Senior Moment #25 By Edward J. Gallagher
A new life
“I’ve decided I’m not going to take note of today,” she said, mother of six, grandmother of 16, who shoo’d youngest Patrick to kindergarten and went to work for 50 years, mostly at 6 a.m. Said so in her jammies. Floppily slippered. Uncoiffed. But with an inviting smile.
She was responding to a simple question, which, since my culinary comfort reaches no further than toasting toast, I delivered with a mixture of humility and, since I had important things to do, urgency: “Breakfast?”
There never has been enough time in our days. You could call us, comically, a middle-class power couple, she more by dollar necessity, me more by choice. Both of us were always, always working. But here she was taking a day off.
Lifelong I emulated our American patron saint go-getter Benjamin Franklin, with a large desk calendar where I plotted chronologically a full schedule every day ranging anywhere from Little League, to PTA, to City Council meetings, and where I enjoyed tactile nightly ecstasy literally crossing off work done, jobs completed.
This aspect of my life can best be summed up in an anecdote that lives forever naked in family lore. Futilely trying to rouse my slumbered teen sons 8 a.m. of a Saturday morning, I cursed them to a future adulthood forever lacking peace and complacency, thundering “This day is shot” deep into their subconscious.
Such has been our long lives. I am 85, as you well know, she close by. Whirlwind. Merry-go-Round. Treadmill. Yet this day she was on Sabbatical, a self-confident, self-satisfied princess of poise and peace, saying, no, that will not be my life today.
Watershed moment. Made me ponder. I’ve had plenty of “doing.” But how about just “being”? But, especially, have I spent enough time “loving”? I wonder what the kids would say. But seems to me that now she opened a door to a new life. And, perhaps, one together. And, perhaps, before it is too late.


What this task involves
Filter the entries for the word "structures". Copy each line in which it occurs.

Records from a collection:
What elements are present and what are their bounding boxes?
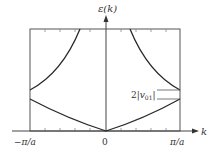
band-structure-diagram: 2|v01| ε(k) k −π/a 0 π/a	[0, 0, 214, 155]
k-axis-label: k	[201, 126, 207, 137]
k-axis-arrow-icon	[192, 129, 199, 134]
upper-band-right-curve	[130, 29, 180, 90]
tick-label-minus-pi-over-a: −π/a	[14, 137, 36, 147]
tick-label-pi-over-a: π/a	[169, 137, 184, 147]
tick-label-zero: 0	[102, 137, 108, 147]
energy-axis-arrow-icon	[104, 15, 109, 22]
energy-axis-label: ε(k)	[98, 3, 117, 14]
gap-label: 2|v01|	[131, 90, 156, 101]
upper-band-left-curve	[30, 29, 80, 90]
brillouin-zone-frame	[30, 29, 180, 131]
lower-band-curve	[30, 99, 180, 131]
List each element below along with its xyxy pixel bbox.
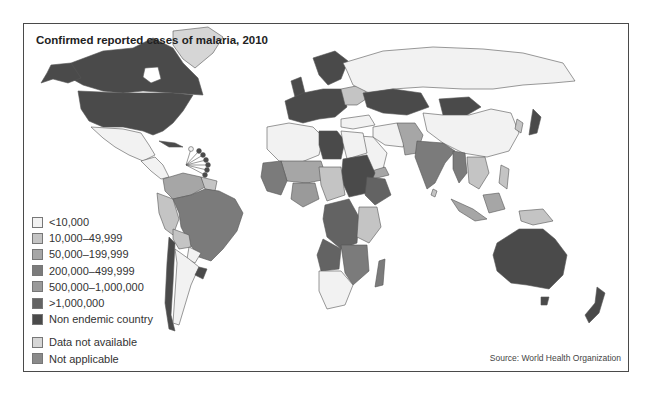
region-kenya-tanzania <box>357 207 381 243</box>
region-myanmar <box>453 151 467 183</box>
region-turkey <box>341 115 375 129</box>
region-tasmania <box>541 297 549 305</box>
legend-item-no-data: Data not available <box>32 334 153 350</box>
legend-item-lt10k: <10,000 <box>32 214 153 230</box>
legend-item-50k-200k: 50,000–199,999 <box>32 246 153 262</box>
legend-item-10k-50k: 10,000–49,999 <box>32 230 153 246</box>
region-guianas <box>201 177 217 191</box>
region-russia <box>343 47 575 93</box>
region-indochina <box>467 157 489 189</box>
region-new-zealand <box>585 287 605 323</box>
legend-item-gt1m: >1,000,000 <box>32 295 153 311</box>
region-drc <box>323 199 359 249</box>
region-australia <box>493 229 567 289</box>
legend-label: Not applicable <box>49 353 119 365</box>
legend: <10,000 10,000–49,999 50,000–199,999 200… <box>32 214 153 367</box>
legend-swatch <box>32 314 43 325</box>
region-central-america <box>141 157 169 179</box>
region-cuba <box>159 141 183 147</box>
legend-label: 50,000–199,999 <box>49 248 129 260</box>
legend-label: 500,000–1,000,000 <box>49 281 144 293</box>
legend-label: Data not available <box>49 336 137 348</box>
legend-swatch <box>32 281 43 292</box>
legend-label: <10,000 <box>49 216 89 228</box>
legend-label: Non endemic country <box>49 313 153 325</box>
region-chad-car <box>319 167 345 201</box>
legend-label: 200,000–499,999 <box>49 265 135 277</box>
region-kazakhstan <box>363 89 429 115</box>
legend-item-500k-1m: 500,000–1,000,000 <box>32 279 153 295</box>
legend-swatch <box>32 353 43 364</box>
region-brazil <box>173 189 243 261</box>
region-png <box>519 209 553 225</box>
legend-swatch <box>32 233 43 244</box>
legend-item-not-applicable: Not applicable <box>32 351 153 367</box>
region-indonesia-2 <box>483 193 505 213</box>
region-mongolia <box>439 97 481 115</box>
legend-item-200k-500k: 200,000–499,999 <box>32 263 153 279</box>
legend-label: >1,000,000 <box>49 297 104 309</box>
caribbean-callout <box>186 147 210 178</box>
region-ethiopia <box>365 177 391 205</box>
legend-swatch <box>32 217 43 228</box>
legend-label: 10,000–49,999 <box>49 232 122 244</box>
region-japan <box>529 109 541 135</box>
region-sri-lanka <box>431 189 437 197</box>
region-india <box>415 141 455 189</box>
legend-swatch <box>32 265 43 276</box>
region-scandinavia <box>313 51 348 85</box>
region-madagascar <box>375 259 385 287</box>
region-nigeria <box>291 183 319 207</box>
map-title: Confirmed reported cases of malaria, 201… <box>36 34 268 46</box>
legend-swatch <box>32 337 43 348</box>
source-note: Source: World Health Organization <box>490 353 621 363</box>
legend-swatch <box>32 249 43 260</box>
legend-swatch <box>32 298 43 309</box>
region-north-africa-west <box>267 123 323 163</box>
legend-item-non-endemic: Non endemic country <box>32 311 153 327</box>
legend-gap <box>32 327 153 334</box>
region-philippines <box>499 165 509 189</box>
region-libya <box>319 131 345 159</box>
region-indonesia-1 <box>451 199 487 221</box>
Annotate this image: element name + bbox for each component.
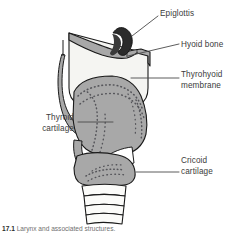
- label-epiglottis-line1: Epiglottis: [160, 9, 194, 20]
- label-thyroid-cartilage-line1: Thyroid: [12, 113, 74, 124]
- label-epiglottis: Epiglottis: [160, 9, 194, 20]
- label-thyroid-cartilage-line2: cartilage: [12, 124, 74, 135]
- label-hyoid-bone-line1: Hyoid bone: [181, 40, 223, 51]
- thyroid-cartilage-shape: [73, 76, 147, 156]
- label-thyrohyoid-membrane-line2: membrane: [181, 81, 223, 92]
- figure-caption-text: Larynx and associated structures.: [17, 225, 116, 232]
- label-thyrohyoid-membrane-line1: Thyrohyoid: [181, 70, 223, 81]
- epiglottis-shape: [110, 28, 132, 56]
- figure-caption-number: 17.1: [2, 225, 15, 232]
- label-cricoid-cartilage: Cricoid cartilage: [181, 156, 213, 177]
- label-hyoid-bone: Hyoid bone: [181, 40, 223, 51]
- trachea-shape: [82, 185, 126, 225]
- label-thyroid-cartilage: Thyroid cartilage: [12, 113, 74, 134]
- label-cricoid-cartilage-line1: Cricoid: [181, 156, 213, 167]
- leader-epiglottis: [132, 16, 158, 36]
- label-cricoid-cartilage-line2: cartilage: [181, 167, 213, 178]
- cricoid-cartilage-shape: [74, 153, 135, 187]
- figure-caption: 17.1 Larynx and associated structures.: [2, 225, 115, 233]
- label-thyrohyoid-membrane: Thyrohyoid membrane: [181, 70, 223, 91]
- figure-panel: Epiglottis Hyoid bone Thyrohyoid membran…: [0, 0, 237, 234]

Answer for this exercise
- figure-caption-text: Larynx and associated structures.: [17, 225, 116, 232]
- figure-caption: 17.1 Larynx and associated structures.: [2, 225, 115, 233]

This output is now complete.